International › Finland · Last reviewed 2026-05-16

Finland — COHERE guideline 2020

Summary

Finland was the first country to formally restrict the Dutch Protocol. The Council for Choices in Health Care (COHERE) issued binding guidelines in June 2020 with the core that psychotherapy must be the first-line treatment for adolescent gender dysphoria, and that medical interventions are reserved for individual cases under strict eligibility criteria.

1. COHERE guideline June 2020

The Finnish Palveluvalikoimaneuvosto (Council for Choices in Health Care, COHERE) — a body that gives binding advice on the composition of the public health package — issued a guideline in June 2020 including (see the extensive summary under /evaluations/finland-2020/):

  • Psychotherapy and psychosocial support are first-line treatment.
  • Hormone treatment may only be considered after extensive diagnostics by a specialised team.
  • Non-early-onset gender dysphoria is explicitly distinguished from early-onset; for non-early-onset, hormone treatment is restricted.
  • Surgical interventions are not allowed in minors.

2. Rationale

COHERE motivated the restriction explicitly with reference to the reported rise in adolescent referrals, a higher proportion of comorbid psychiatric problems and the limited evidence base for long-term effectiveness. The original distinction in early-onset versus late-onset is central in COHERE's interpretation.1

3. Effects on practice

Since 2020, substantially fewer GnRHa prescriptions for minors have been issued in Finland. The two centres for adolescent gender care (Helsinki, Tampere) follow stricter diagnostic pathways.

See also

Footnotes

  1. Palveluvalikoimaneuvosto (COHERE). Medical treatment methods for dysphoria associated with variations in gender identity in minors — recommendation. 11 June 2020.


▶ _TASK PROMPT_
Would you reproduce every record exactly, leaving out the pictures?

▶ _Stored records_

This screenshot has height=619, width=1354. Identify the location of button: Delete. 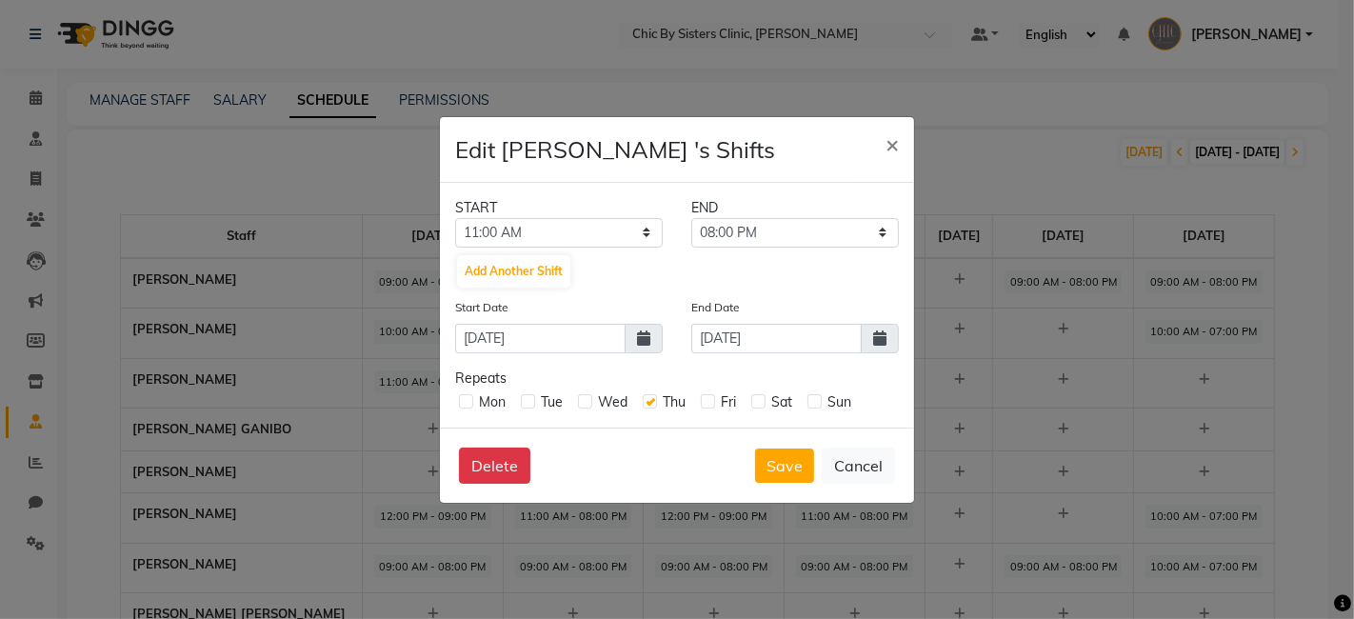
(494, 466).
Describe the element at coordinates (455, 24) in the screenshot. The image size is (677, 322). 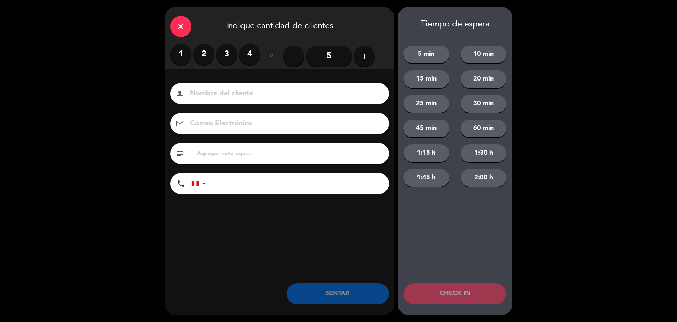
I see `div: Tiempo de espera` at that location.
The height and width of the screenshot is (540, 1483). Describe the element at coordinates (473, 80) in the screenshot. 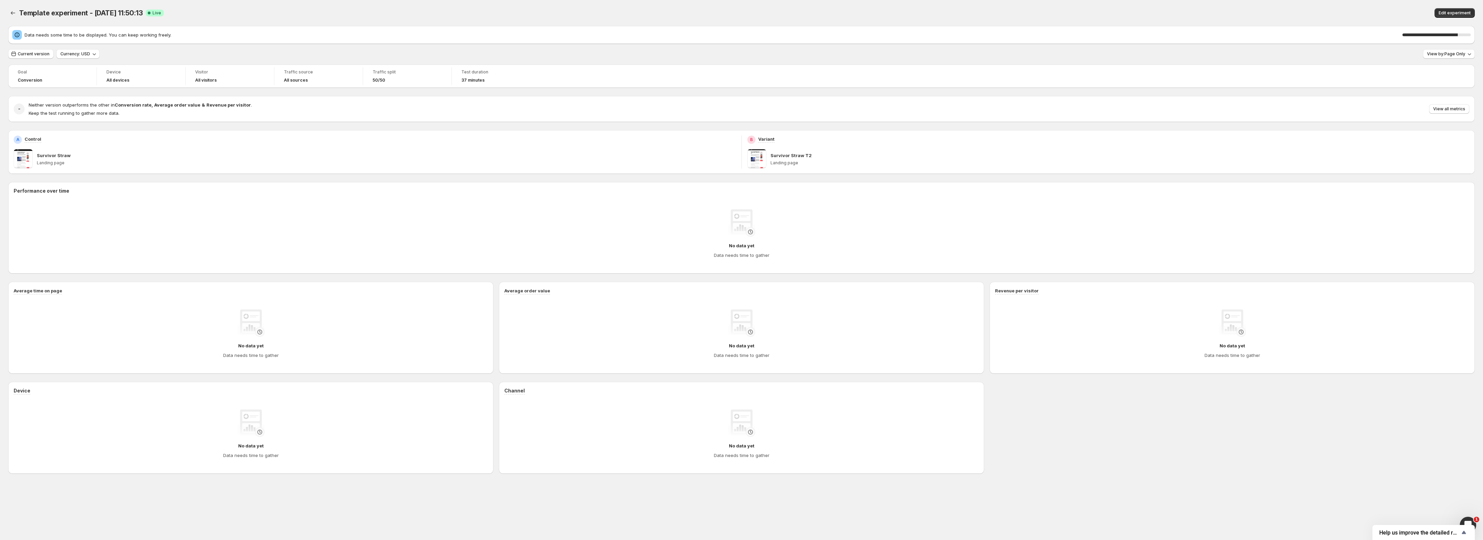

▶ _RESULT_
This screenshot has height=619, width=1354. Identify the location of button: Delete. 
(494, 466).
Describe the element at coordinates (455, 24) in the screenshot. The image size is (677, 322). 
I see `div: Tiempo de espera` at that location.
The height and width of the screenshot is (540, 1483). Describe the element at coordinates (473, 80) in the screenshot. 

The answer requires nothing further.